Jesus Christ. Everyone who came out of the Blacksmith’s guild was skilled, but the short time she’d worked on this suggested a talent beyond anything he’d seen. Each arm and tentacle meticulously crafted, she’d created a near perfect, watertight submersible. Even something nonfunctional like this would fetch a hefty price in London or the New World, where automatons and clockworks were all the rage. Within a month or two, she could have been living like a queen anywhere she chose to go—yet she’d been creating egg-crackers and singing birds for a town that couldn’t afford them.
The night she’d fled London, Eben had visited the Blacksmith, who’d said she’d already paid for her arms. Knowing how much Barker still owed for his leg, Eben hadn’t understood how it was possible; looking at the automatons now, he suddenly did. The work she’d done for the Blacksmith must have brought him a fortune.
Yet she only had one damn coin. “What the hell were you doing in Fool’s Cove?”
“Hiding from you.”
His gaze snapped up, but she’d turned toward her worktable. His heart beat sickeningly for a few long seconds.

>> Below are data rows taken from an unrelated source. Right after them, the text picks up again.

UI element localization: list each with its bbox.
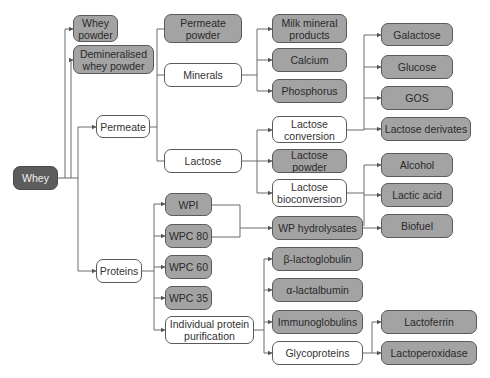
node-gos: GOS — [381, 86, 453, 110]
node-lactose-conversion: Lactose conversion — [272, 116, 347, 143]
node-whey-powder: Whey powder — [73, 15, 118, 42]
node-glucose: Glucose — [381, 55, 453, 79]
node-individual-protein-purification: Individual protein purification — [165, 316, 254, 344]
node-demineralised-whey-powder: Demineralised whey powder — [73, 45, 154, 74]
node-alcohol: Alcohol — [381, 153, 453, 177]
node-alpha-lactalbumin: α-lactalbumin — [272, 278, 363, 302]
node-galactose: Galactose — [381, 23, 453, 46]
node-permeate-powder: Permeate powder — [164, 14, 242, 43]
node-lactose: Lactose — [164, 149, 242, 173]
node-lactic-acid: Lactic acid — [381, 183, 453, 207]
node-milk-mineral-products: Milk mineral products — [272, 14, 347, 43]
node-biofuel: Biofuel — [381, 214, 453, 238]
node-lactose-bioconversion: Lactose bioconversion — [272, 179, 347, 207]
node-wpi: WPI — [165, 193, 212, 216]
node-lactoperoxidase: Lactoperoxidase — [381, 341, 477, 365]
node-lactose-powder: Lactose powder — [272, 149, 347, 173]
whey-processing-diagram: Whey Whey powder Demineralised whey powd… — [0, 0, 490, 378]
node-lactoferrin: Lactoferrin — [381, 310, 477, 334]
node-beta-lactoglobulin: β-lactoglobulin — [272, 247, 363, 271]
node-wpc60: WPC 60 — [165, 255, 212, 279]
node-wpc80: WPC 80 — [165, 224, 212, 248]
node-phosphorus: Phosphorus — [272, 79, 347, 103]
node-wp-hydrolysates: WP hydrolysates — [272, 216, 363, 240]
node-lactose-derivates: Lactose derivates — [381, 117, 471, 141]
node-minerals: Minerals — [164, 63, 242, 87]
node-wpc35: WPC 35 — [165, 286, 212, 310]
node-immunoglobulins: Immunoglobulins — [272, 310, 363, 334]
node-glycoproteins: Glycoproteins — [272, 341, 363, 365]
node-permeate: Permeate — [96, 115, 150, 138]
node-whey: Whey — [13, 166, 58, 190]
node-proteins: Proteins — [96, 259, 142, 283]
node-calcium: Calcium — [272, 48, 347, 72]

“And Netta’s husband was killed when a steamcoach boiler exploded in Port Fallow. Netta and I pooled our resources, and we made it as far as Fool’s Cove.” She tossed the coil of wire onto a hook. “What did you come here for, Captain Machen. A progress report?”
For you. Like a lovesick fool. And now he found the flimsiest excuse to stay a little longer.
“No,” he said gruffly. “My Achilles tube.”
She hesitated for an instant, and he realized she hadn’t forgotten, as he’d assumed. She’d delayed it, hoping to use it later—perhaps after her coins were gone.
Then he’d be damned if he left without her repairing it. She had one denier left. Tonight would be the last she kept him from touching her.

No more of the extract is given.